In 2004, Judge Mike Town (Hawaii) wrote about compassion fatigue in judges. In his blog, “Is compassion fatigue an issue for judges?” Town notes that many judges hear a variety of cases that are often emotional, sad, and at times, profoundly tragic. Consistently hearing cases involving child custody, divorce, child abuse, mental illness, homicide, and domestic violence affects judges in different ways. Some will do just fine, many will not.

Town identifies compassion fatigue in judges as the result of vicariously becoming worn down and emotionally weary from hearing about and dealing with highly- charged situations where people have been physically and emotionally injured, hospitalized, and all too often killed. Add to this the demands of dealing with a complex organization and governance structure, and a culture that may or may not align with a judge’s personal and professional values, assumptions, and motivations.

In 2006, Isaiah M. Zimmerman wrote an article for Judicature titled “Helping Judges in Distress.”  In it, he discusses the physical and emotional stresses that often get ignored in judicial initiation. Zimmerman and Town suggest that intentional wellness initiatives help overcome the unique and (often-silent) stressors that affect judges. Absent these initiatives, judges will soldier on, often to individual and organizational detriment.

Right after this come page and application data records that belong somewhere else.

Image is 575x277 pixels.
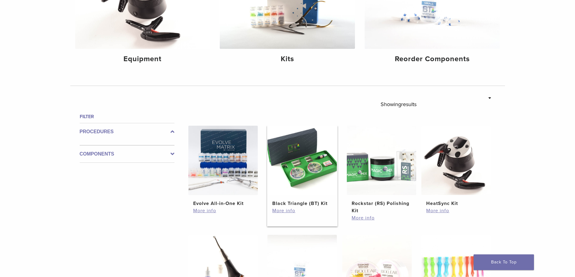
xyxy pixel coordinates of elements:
h2: Black Triangle (BT) Kit [272,200,332,207]
label: Components [80,151,175,158]
a: Rockstar (RS) Polishing KitRockstar (RS) Polishing Kit [347,126,417,215]
img: Rockstar (RS) Polishing Kit [347,126,416,195]
a: More info [193,207,253,215]
h4: Equipment [80,54,206,65]
h2: Rockstar (RS) Polishing Kit [352,200,412,215]
a: Black Triangle (BT) KitBlack Triangle (BT) Kit [267,126,338,207]
a: More info [272,207,332,215]
a: Evolve All-in-One KitEvolve All-in-One Kit [188,126,258,207]
p: Showing results [381,98,417,111]
img: HeatSync Kit [422,126,491,195]
img: Evolve All-in-One Kit [188,126,258,195]
h4: Filter [80,113,175,120]
a: Back To Top [474,255,534,271]
a: HeatSync KitHeatSync Kit [421,126,492,207]
h2: Evolve All-in-One Kit [193,200,253,207]
h2: HeatSync Kit [426,200,486,207]
a: More info [352,215,412,222]
img: Black Triangle (BT) Kit [268,126,337,195]
h4: Kits [225,54,350,65]
h4: Reorder Components [370,54,495,65]
label: Procedures [80,128,175,136]
a: More info [426,207,486,215]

In 2007, executive coach Marshall Goldsmith wrote the book What Got You Here Won’t Get You There.  The title itself is apropos to many professionals who spend their career convincing themselves that they have everything they need.  How else could judges take on the heavy lifting of judging and leading? Goldsmith’s book postulates that our previous success often prevents us from achieving more success.4 He further implies that successful people only have two problems dealing with negative feedback. However, they are big problems: (a) they don’t want to hear it from us and (b) we don’t want to give it to them. This implication alone is supportive of how influential a well-constructed and sustained peer-to-peer coaching program is for individuals and organizations.